Rick Engebretson wrote:
Here is a draft of a draw routine. It is intended to set up linked lists for draw primitives such as circles and squares. While not a working draft, it compiles and runs the little test. And the logic is readable in Pascal.
I don't know what your design goals are, but allocating a linked list node for each pixel is a bit of overhead. It may be fine for some applications, but maximum speed probably isn't one of them. (At least it's an interesting contrast to the numerous postings in c.l.p.b -- at least some years ago when I read it -- with hand-written assembler putpixel routines ;-).
TYPE pPixel = ^TPixel; TPixel = Record x, y, color : longint; end; { TPixel } pListElement = ^PixelListElement; { The List Handle } PixelListElement = Record ListIndex : longint; Pixel : TPixel; NextPixel : pListElement; end;
BTW, why LongInt?
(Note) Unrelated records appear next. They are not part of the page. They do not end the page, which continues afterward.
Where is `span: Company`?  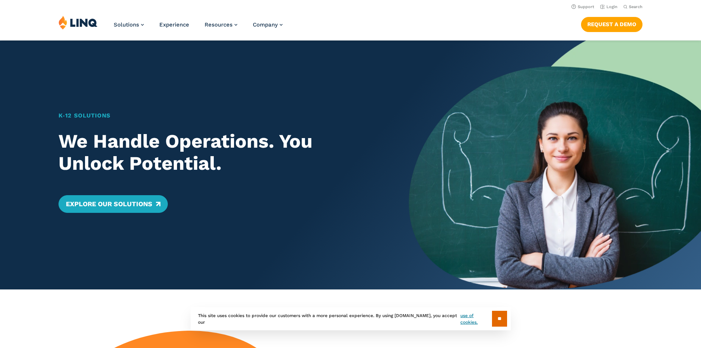
span: Company is located at coordinates (265, 25). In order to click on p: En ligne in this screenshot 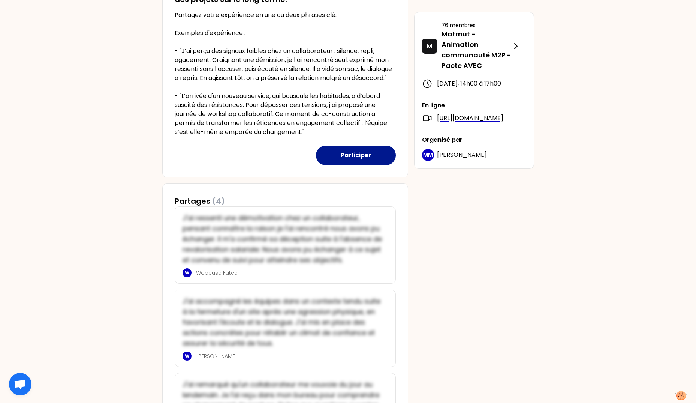, I will do `click(474, 105)`.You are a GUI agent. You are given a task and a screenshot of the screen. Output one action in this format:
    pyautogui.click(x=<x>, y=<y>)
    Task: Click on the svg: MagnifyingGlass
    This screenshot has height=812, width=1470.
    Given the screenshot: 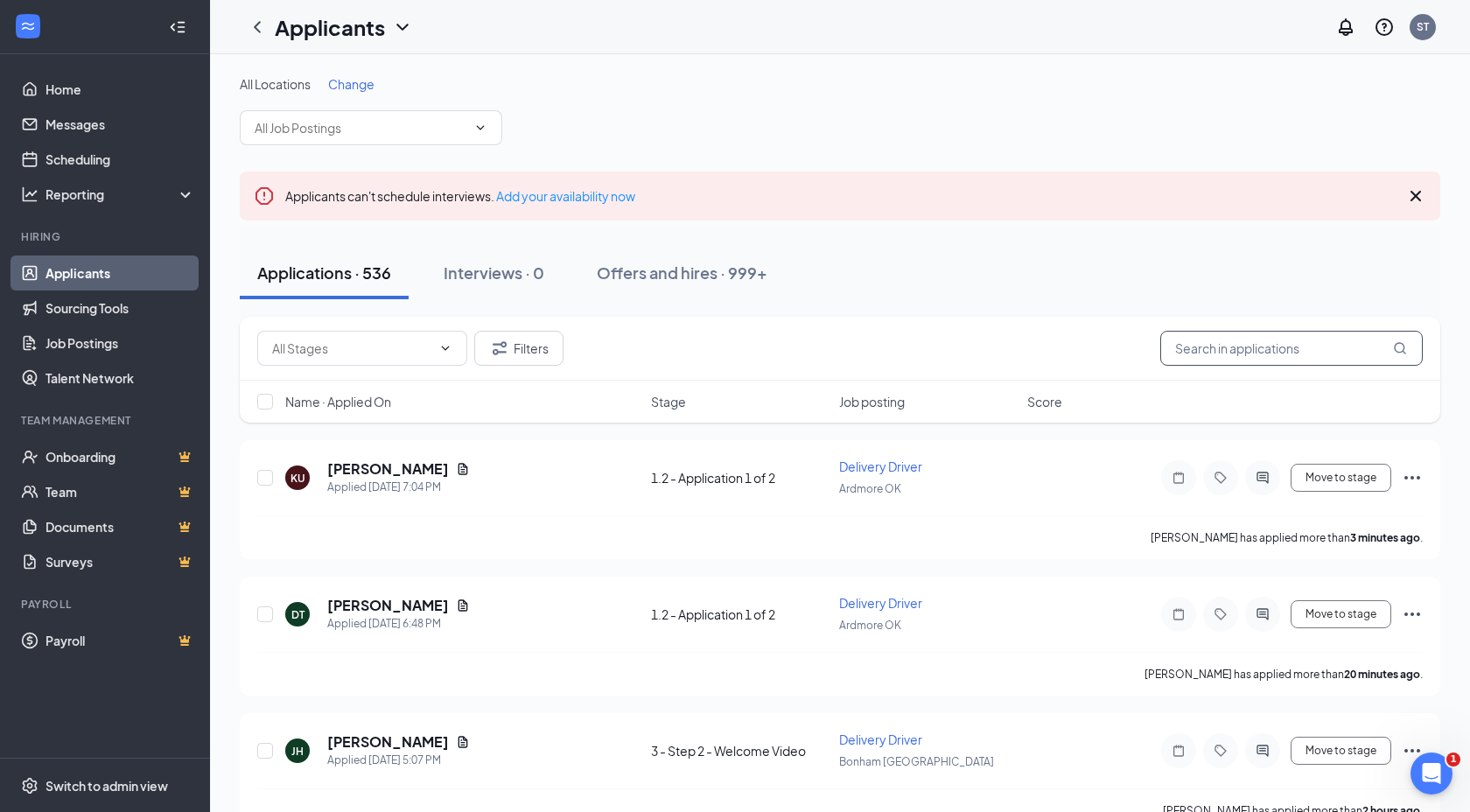 What is the action you would take?
    pyautogui.click(x=1400, y=348)
    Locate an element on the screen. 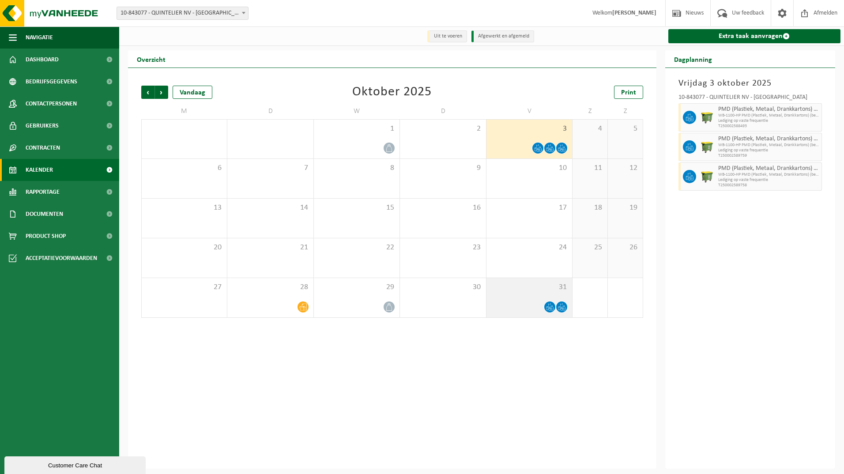 The image size is (844, 474). span: 24 is located at coordinates (529, 248).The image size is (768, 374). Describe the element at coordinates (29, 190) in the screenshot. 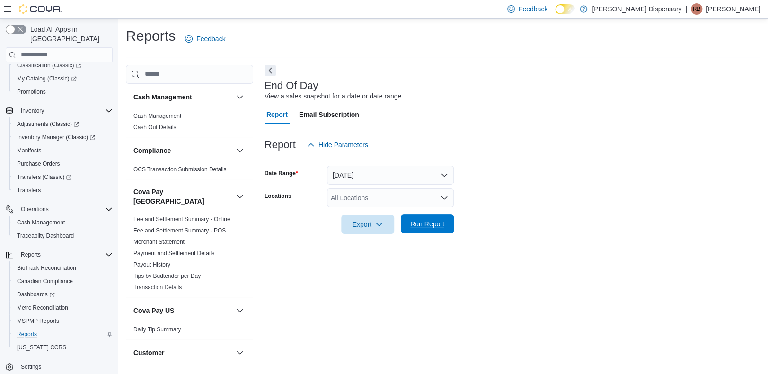

I see `span: Transfers` at that location.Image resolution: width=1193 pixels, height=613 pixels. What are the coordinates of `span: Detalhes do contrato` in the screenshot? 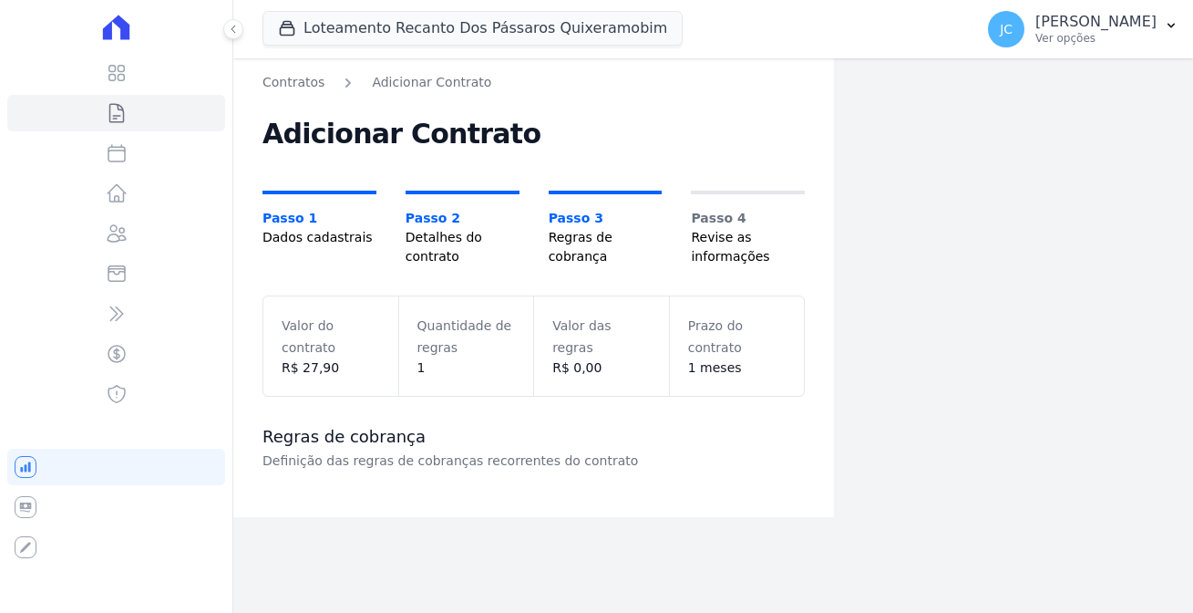 It's located at (462, 247).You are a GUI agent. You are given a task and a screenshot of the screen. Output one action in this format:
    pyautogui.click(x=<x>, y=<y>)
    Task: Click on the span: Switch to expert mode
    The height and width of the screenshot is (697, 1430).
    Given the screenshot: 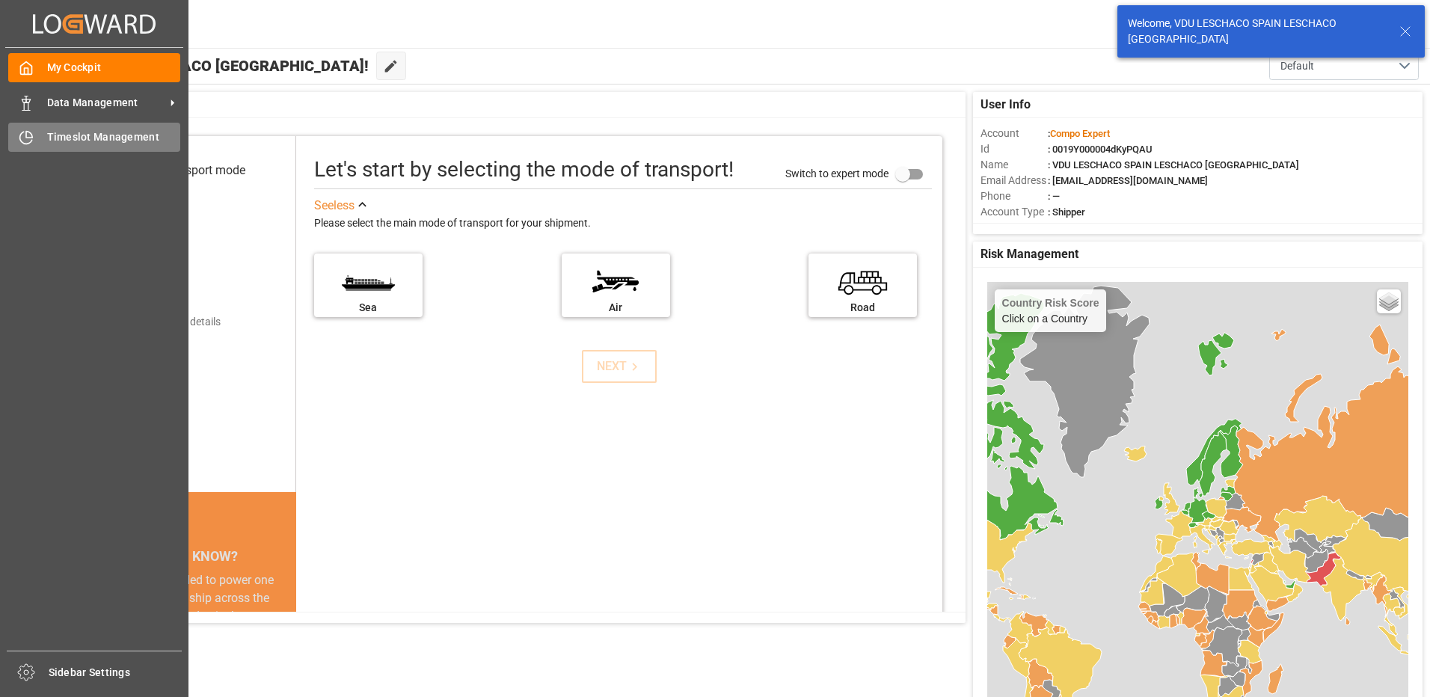 What is the action you would take?
    pyautogui.click(x=837, y=173)
    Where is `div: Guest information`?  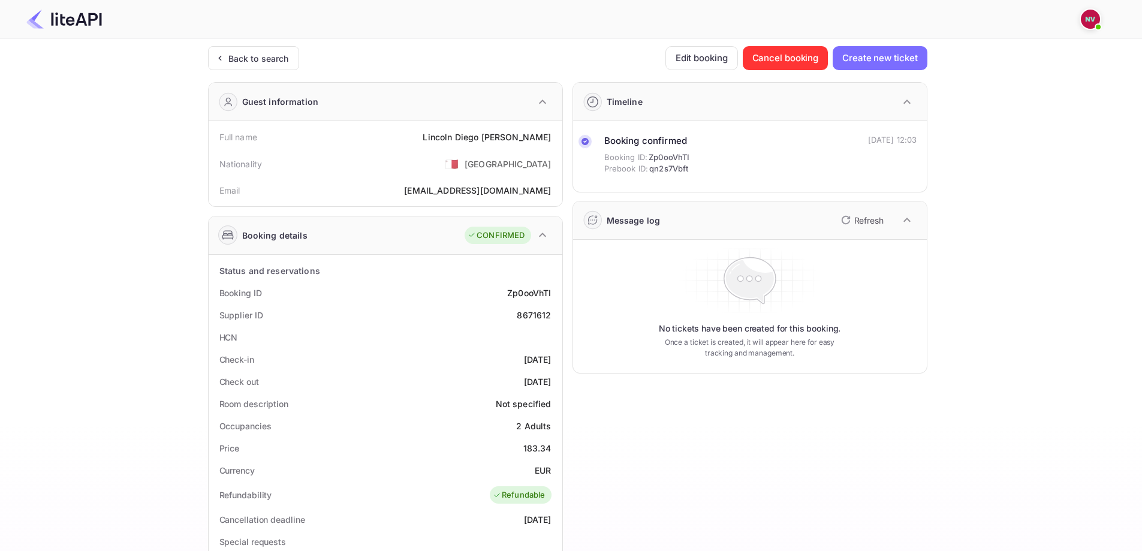 div: Guest information is located at coordinates (280, 101).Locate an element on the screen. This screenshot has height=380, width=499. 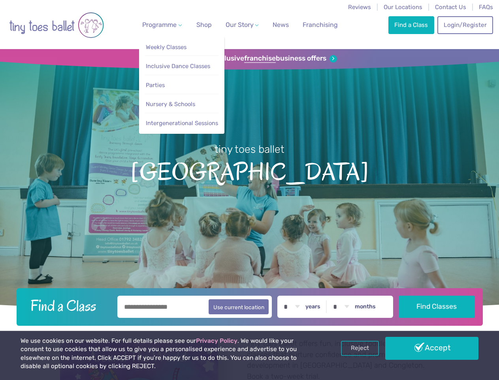
span: Shop is located at coordinates (204, 25).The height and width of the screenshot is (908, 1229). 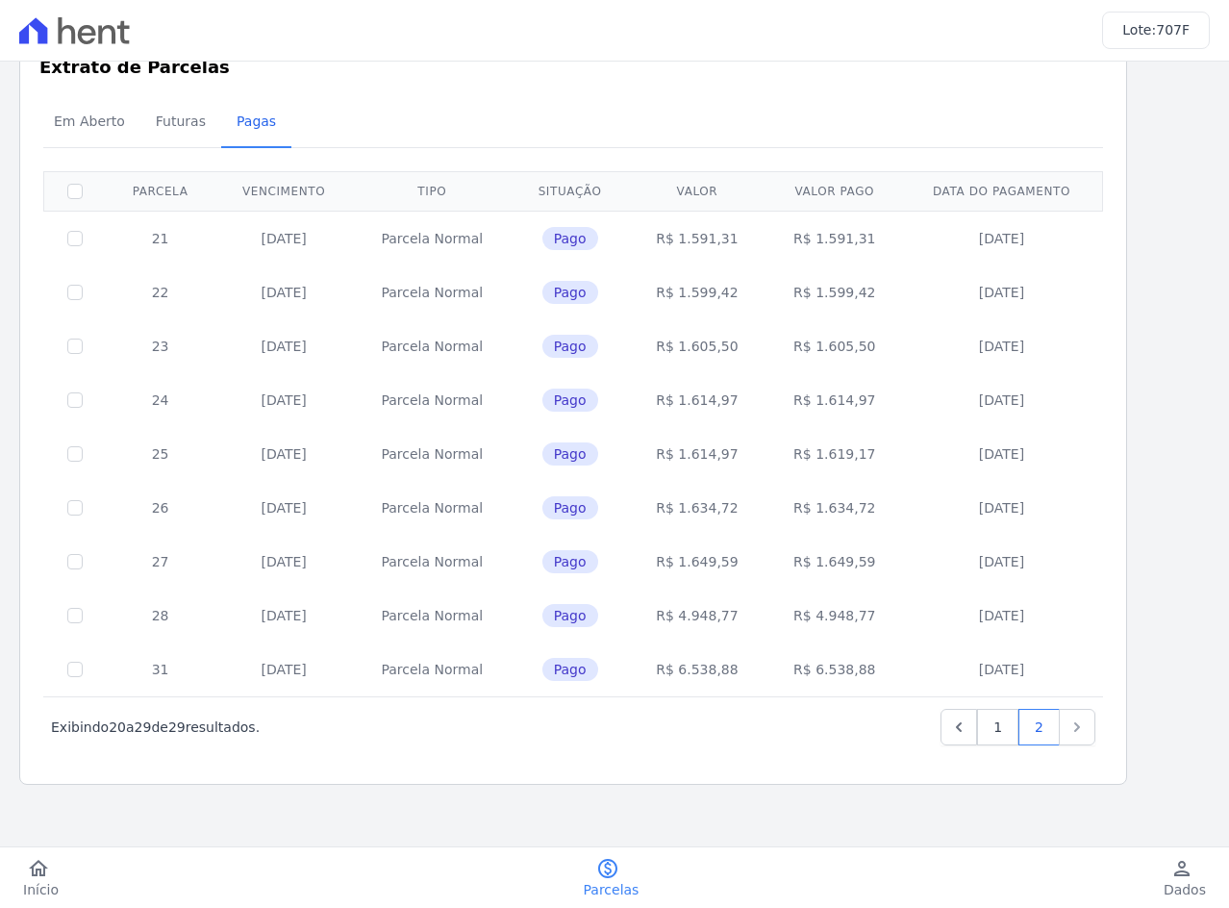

This it 64 bit on most targets. For the coordinates surely 32 or even 16 bit are sufficient, i.e. plain `Integer' should do. For the colors you may need 32 bits, so `Integer' may be too small on a few 16 bit platforms, but you may want to use a separate type (e.g. `TColor') as e.g. GRX does which could be declared as `Integer attribute (Size = 32)' or so.
Anyway, I suggest to avoid the overhead of extra-large integers (which can be considerable) unless really needed. Perhaps your application is entirely time-uncritical, but for graphics applications that's not always so.